This is a little excerpt from some of the GUI handling code. When you click on a control, it iterates through any sub-controls in a recursive fashion and calls the same function on those:
virtual int mouseDown(const Tuple2f& Position, const IBaseMouseEvents::mouseStateChange& State ) overrideThis seems pretty straightforward, but when I'd added a Next button to the GUI it was oddly getting clicked 8 times every time I pressed it, and I just couldn't work out what was happening for about 20 minutes.
{
int Result = -2;
//Check for intersecting with this control's layout
if ( Overlaps(Position) )
{
//
Result = -1;
//Call mouse down on subobjects
for( uint32 i=0; i<Objects(); i++)
{
//Update the final result
Result = max(Result, Object(i)->mouseDown( Position, State ) );
}
}
return Result;
}
Worked it out yet? If so, congratulate yourself on being a smug bastard.

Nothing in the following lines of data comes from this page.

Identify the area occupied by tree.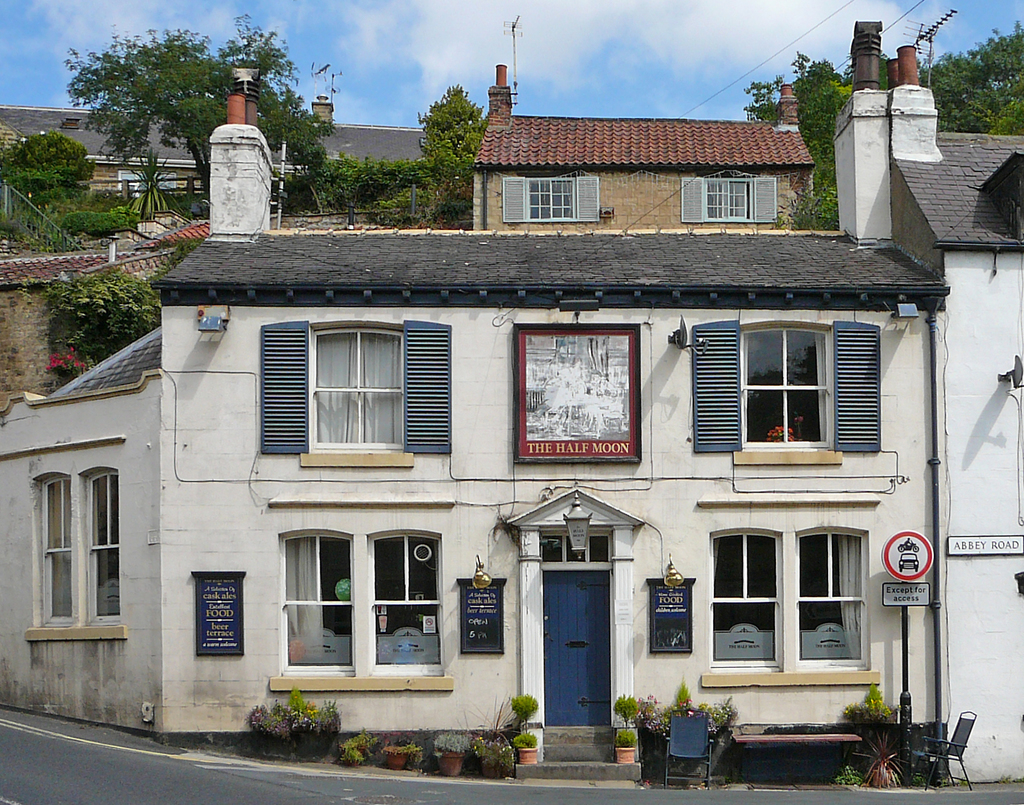
Area: bbox(65, 12, 337, 227).
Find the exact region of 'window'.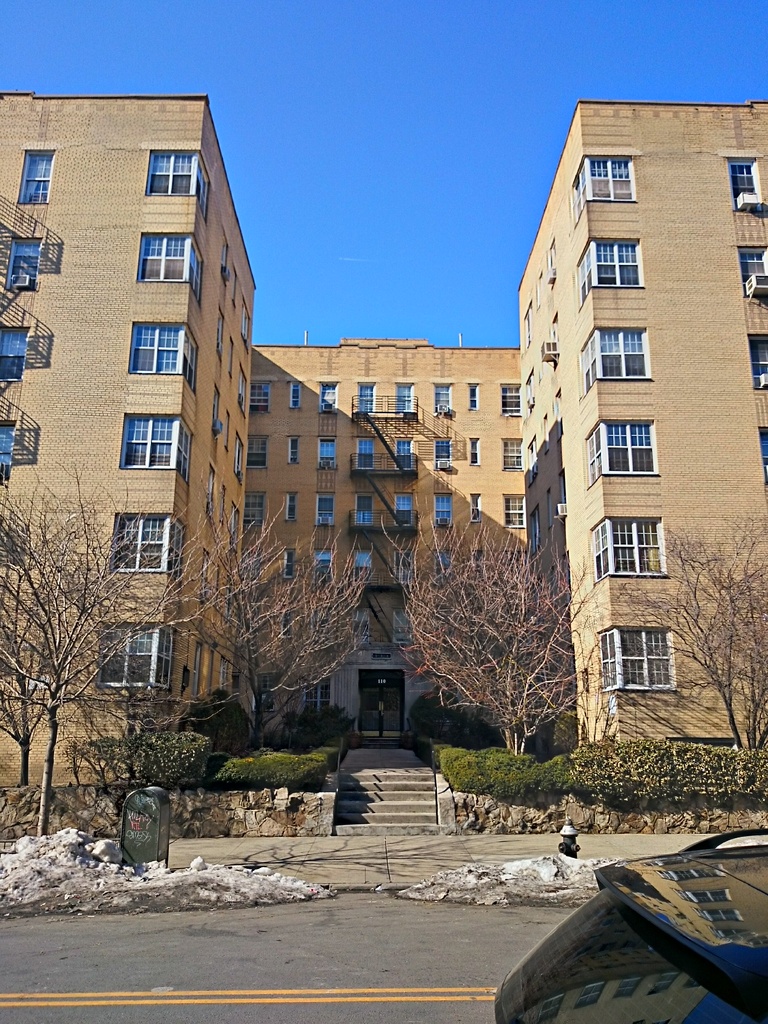
Exact region: [583,415,665,481].
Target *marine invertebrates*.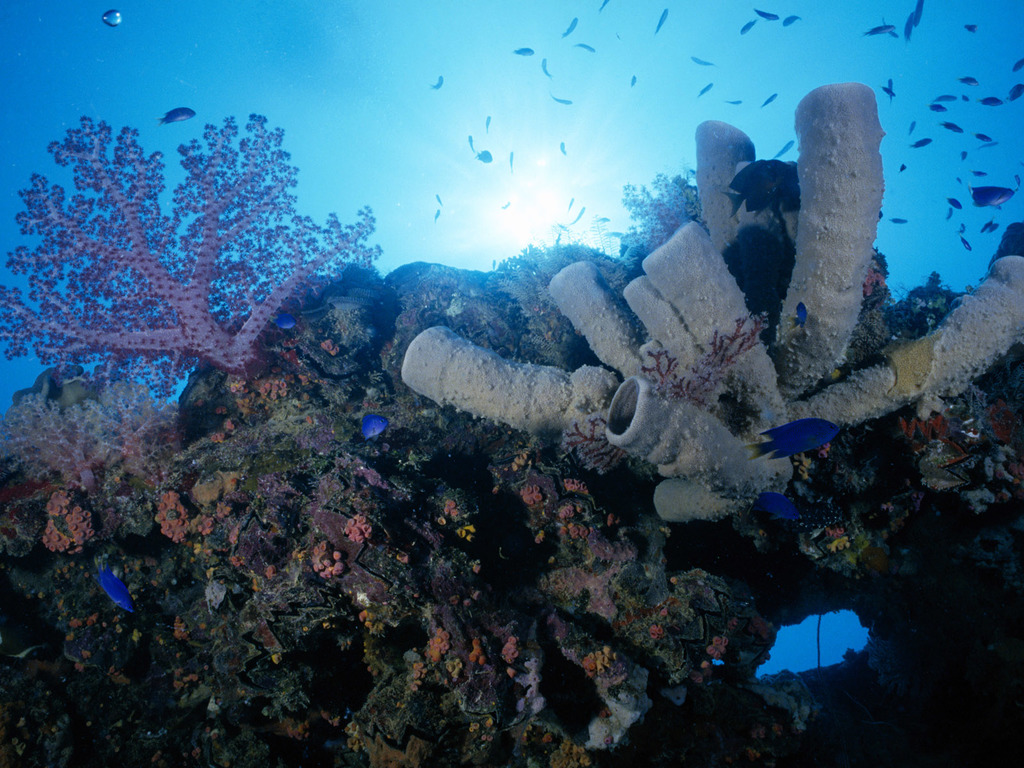
Target region: box(40, 492, 102, 564).
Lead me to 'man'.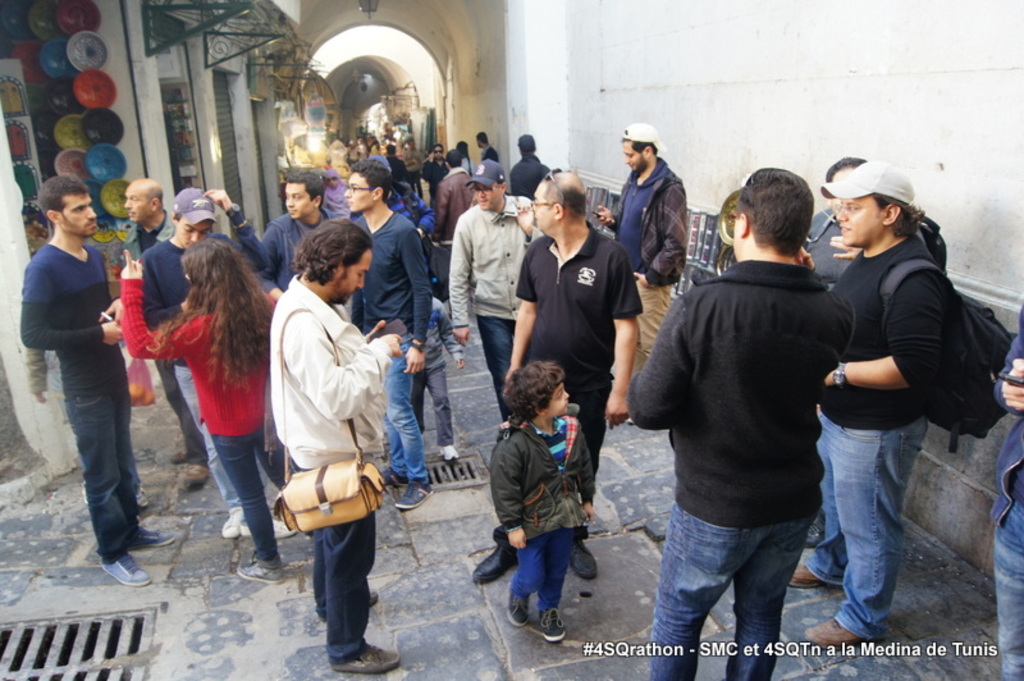
Lead to [left=993, top=293, right=1023, bottom=678].
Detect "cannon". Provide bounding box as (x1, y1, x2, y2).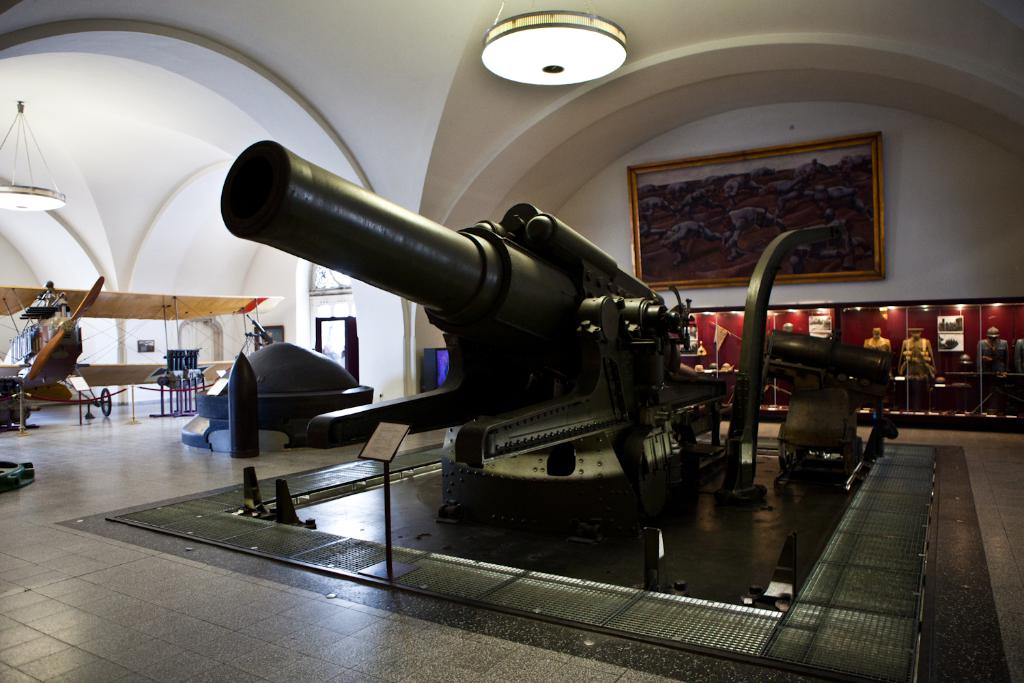
(218, 139, 728, 535).
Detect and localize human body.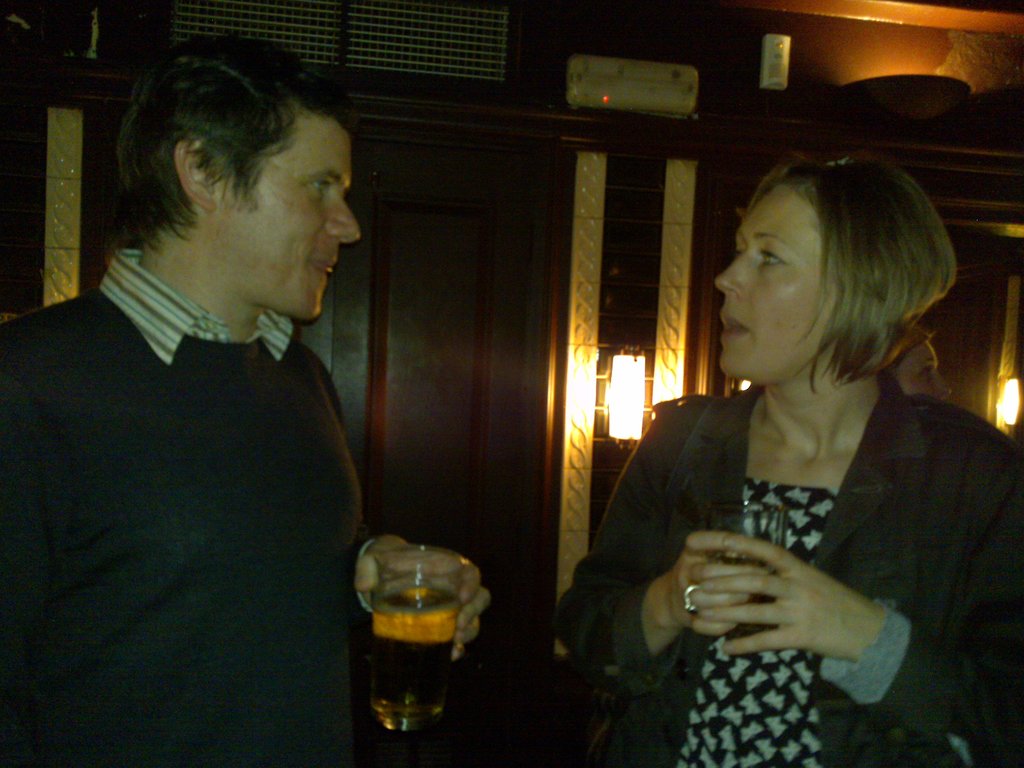
Localized at 0,33,384,766.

The problem is that the max() function in C++ is defined as a macro, rather than a function, and this macro is (((a) > (b)) ? (a) : (b)). As a result,the mouseDown() method could get called twice per loop iteration, and as my button control was 3 levels down the GUI hierarchy, this meant 2^3 = 8 clicks rather than 1.
Bollocks.
Right, now back to programming rather than scratching my head!